As reported in the Argus article written by Ezra Silk ’10 and Rob Wohl ’11, Wesleyan’s administration is suing its former Chief Investment Officer, Thomas Kannam, for “breach of fiduciary duty, civil theft, breach of contract, fraud, statutory forgery, and unjust enrichment, among other charges.”
My experience in dealing with Wesleyan’s administration and Kannam himself during the campaign for divestment from weapons contractors, led by Students for Ending the War in Iraq (SEWI) in 2007-2008, left me not at all surprised by the news. In its amoral pursuit of wealth, Wesleyan made the immoral decision to profit from war. Like Wesleyan, Kannam’s amoral quest for cash led him to act immorally. The actions of employer and employee are ethical reflections. This amoral pursuit of wealth has hurt Wesleyan’s community, its reputation, and its character, and it will continue to do so until the University espouses and adheres to a set of values that go beyond maximizing its endowment.
Kannam’s amoral pursuit of wealth has made the institution dishonest with its community. When members of SEWI were discussing divestment with Kannam, a man who consistently parked in the wheelchair-accessible spot in front of the investment office without a permit, he claimed that he could not give us access to information concerning Wesleyan’s portfolio because, if made public, it might give competitors an edge. I guess he was actually thinking, “If I spill the beans to these kids, they might sell the info to Mike Zaninovich’s hedge fund before I do.” Secrecy was obviously not that important to the portfolio’s growth.
You could argue that the administration and Kannam are two different entities, yet this argument is bogus. First, Kannam was a member of the administration. Moreover, the administration is responsible for the actions of its employees when they are sitting in a Wesleyan Office. And not only did the administration miserably fail at this responsibility, there is a disturbing possibility that the administration turned a blind eye, to Kannam’s lying to SEWI and to the fraud in general.
Wesleyan now claims that Kannam started to violate his contract all the way back in 2001. But maybe they didn’t know at the time. The thing is, Wesleyan’s lawyers are the ones bringing this to light. So if the information is available 8 years later, it is probable that it was available at the time of the crime or shortly after. Evidence is usually buried with the passage of time, not revealed.
Even if the administration had no clue of Kannam’s doings, the question still lingers: why wasn’t he being more closely supervised?
The simple answer is money. The administration had no reason to rock the boat. Kannam was doing a first rate job making outstanding returns. Therefore, there was no reason to wonder why he wanted his own building, or to investigate the golfing/business trips that the University was paying for, or to ask why he was starting his own independent company when he already had a six-figure full time job for the University? With 15 percent returns, why make sure the statements he was making to students and the Board of Trustees weren’t flat out lies?
The bottom line is, from prospective students to alumni, the administration let down everybody connected to Wesleyan. The trust between the people in our community and the people who are supposed to be steering and protecting it has been broken.

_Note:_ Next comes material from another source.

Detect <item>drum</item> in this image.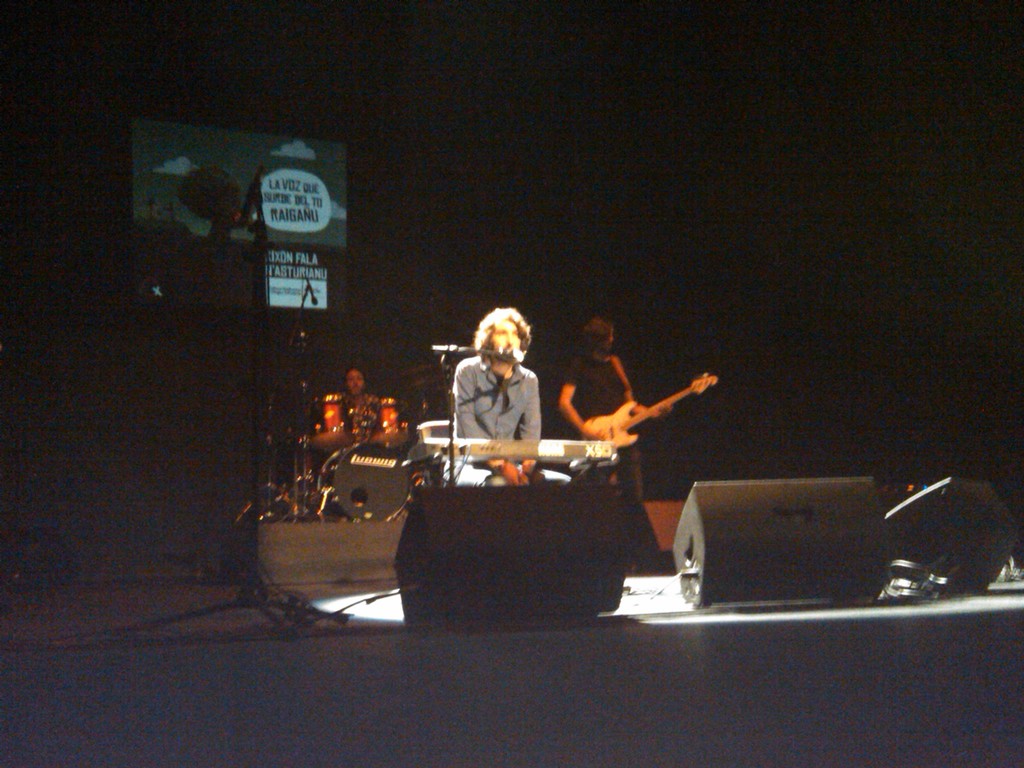
Detection: 320:444:408:522.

But as I said before, I cannot find this whole incident surprising. When the Board of Trustees decided, without giving any reason, to maintain an investment whose profit depended directly on the continuation of an immoral, unjustified, and self-destructive war, they made a statement. They said: Wesleyan is just like the world around it.
As companies profit from selling instruments explicitly designed to inflict massive killings, so will Wesleyan. As Wall Street builds a greedy empire rife with fraud and dishonesty, so will Wesleyan. The trajectory is clear. Now we must ask ourselves: Is Wes just another part of an ugly world pursuing wealth regardless, or should it be better than that? What do you believe?